In the same era, more optimistic rivals predicted that an industrial revolution would bring new farming methods, increased food production, and jobs for the masses. But Malthus didn’t believe it. Malthus did, however, maintain that thrift pushed to excess could destroy motivation, and therefore some luxuries and wealth were Tokay — for the few. Penury, however, was inevitable for the majority of mankind and should not be mitigated, because hardship, privation and death would actually help the “common people” — by diminishing their population.
Today, Malthusian ideas live on, in leftist deco-politics, and conservative economic theories, and trendy books like Daniel Quinn’s Ishmael.
And many environmentalists still believe that only draconian measures can alleviate the threat of overpopulation.
YET MALTHUSIAN PROPOSALS didn’t work. Although they were widely accepted and often prevailed in the 19th century — as one can see by reading Oliver Twist and Jane Eyre, or by recalling the scads of poverty-stricken Europeans who fled the old world — things didn’t pan out the way Malthus predicted. Despite the best efforts of Malthus and his followers, Europe’s peasants didn’t keep over-breeding themselves into starvation. Once the industrial revolution dawned, production increased, personal wealth grew, birth rates dropped, and social conditions improved.
Clearly Malthus was right about some things. He predicted that geometric population growth would lead to unsustainable population levels, and that’s a concept most people agree with today. But misery and self-restraint aren’t the solutions that Malthus presumed they’d be.
In retrospect, Malthus offered the common man untenable choices. They could choose misery, self-restraint and death. Or they could choose self-indulgence and death.

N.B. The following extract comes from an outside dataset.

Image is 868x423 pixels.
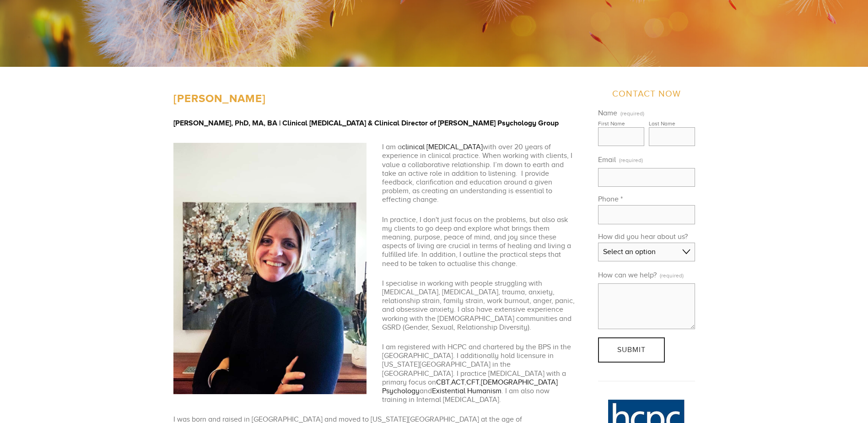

Instead they chose change, pleasure, and life.
Rather than dwell on the sacrifices they would have to make (and they were enormous), or the hardships they would endure (which were unfathomable), or how difficult their course would be, dreams propelled the peasants of England into making momentous changes. They headed to America, Australia, New Zealand, and Africa. They moved to foreign cities to take jobs in newly established industries. They learned new trades, and established new lifestyles.
And if they could do that, surely we can insulate our attics, and build greener homes, and grow veggies in our windowsills, and bike and walk more — or get around with solar golf carts (presuming we somehow get our troops home from Iraq, without inadvertently creating an incident that results in WWIII and total annihilation).
If we truly want to change, then we’ve got to establish a new American dream. Instead of trying to define our society by enumerating its flaws, we need to imagine the possibilities and develop aspirations — because you can’t get very far by concentrating on the pitfalls.
But first we’ll have to develop some enthusiasm and learn to dream.